Had I missed the Simpson case, had Holmes simply disappeared into the thin summer air (as he had done with numerous other cases) and not allowed me to participate, God alone knows what we would have done when December's cold hit us, unprepared and unsupported (p. 90).

He did not sound hurt, only resigned, and it occurred to me that Holmes was well accustomed to deceiving this man, because he was, as I had said, not gifted with the ability to lie, and thus quite simply could not be trusted to act a part.  For the first time I became aware of how that knowledge must have pained him, how saddened he must have been over the years at his failure, as he would have seen it, his inability to serve his friend save by unwittingly being manipulated by Holmes' cleverer mind (p. 183).

This self-contained individual, this man who had rarely allowed even his sturdy, ex-Army companion Watson to confront real risk, who had habitually over the past four years held back, been cautious, kept an eye out, and otherwise protected me; this man who was a Victorian gentleman down to his boots; this man was proposing to place not only his life and limb into my untested, inexperienced, and above all female hands, but my own life as well (p. 258).

"To a mind attuned to observation and deduction, the product reveals the mind of its creator."  He squinted up at the great, ponderous blocks that loomed up to hide the sky, and rubbed his hands together slowly.  "Take Mozart -- frenzied gaiety and weeping put to music.  The agony of the man is at times unbearable" (p. 260).
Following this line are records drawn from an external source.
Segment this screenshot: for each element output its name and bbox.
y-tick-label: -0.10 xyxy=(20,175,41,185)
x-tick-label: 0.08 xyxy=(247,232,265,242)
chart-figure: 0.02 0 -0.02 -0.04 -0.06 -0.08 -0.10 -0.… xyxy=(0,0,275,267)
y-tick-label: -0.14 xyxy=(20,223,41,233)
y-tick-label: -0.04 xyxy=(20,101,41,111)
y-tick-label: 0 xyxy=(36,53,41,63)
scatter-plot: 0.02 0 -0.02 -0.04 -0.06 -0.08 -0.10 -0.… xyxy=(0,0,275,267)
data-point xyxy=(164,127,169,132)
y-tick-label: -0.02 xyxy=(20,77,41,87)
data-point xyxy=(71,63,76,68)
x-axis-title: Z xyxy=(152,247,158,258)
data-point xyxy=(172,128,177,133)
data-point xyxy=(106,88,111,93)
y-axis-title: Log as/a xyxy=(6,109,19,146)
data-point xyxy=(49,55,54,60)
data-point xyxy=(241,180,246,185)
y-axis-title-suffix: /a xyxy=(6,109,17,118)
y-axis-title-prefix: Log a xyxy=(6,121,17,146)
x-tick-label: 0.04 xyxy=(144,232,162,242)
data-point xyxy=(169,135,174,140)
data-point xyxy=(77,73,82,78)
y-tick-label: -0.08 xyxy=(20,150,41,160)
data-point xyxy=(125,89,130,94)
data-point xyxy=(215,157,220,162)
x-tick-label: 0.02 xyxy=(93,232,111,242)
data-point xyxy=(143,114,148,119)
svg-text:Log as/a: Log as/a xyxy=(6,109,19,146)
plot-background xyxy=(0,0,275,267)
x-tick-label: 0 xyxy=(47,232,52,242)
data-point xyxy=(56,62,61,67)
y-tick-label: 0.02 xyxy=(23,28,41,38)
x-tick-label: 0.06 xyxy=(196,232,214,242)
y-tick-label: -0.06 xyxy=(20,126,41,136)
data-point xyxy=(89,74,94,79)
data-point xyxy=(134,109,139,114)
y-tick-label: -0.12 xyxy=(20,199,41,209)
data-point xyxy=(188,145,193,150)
I became, in other words, more like Holmes than the man himself:  brilliant, driven to a point of obsession, careless of myself, mindless of others, but without the passion and the deep-down, inbred love for the good in humanity that was the basis of his entire career (p. 287).

If this was a movie, I would rate it: PG-13 for suspense, danger to a child, the occasional mild curse word, and violence.

4 comments:

  1. I've been waiting for the review, now I'm waiting to read the book!

    ReplyDelete
    Replies
    1. I look forward to hearing what you think of it when you do get to read it!

      Delete
  2. It's always fun to hear which books are among someone's all-time faves and the ones which they will read over and over again. I am not at all surprised that a book about Sherlock is in that category for you.

    I am currently re-reading "A Little Princess," which is not only one of my top-10 favorite books, but is written by one of my 5 all-time favorite authors. Next up after that, "The Secret Garden," another of Frances Hodgson Burnett's works and even more beloved to me than "A Little Princess."

    ReplyDelete
    Replies
    1. I love "A Little Princess" too! I like it much better than "The Secret Garden," though. I used to pretend I was Sarah Crewe, lying in her little garrett sending secret messages to her friend in the next room. My parents probably wondered what all that tapping on the walls was after I went to sleep, lol.

      Delete

What do you think?

Comments on old posts are always welcome! Posts older than 7 days are on moderation to dissuade spambots, so if your comment doesn't show up right away, don't worry -- it will once I approve it.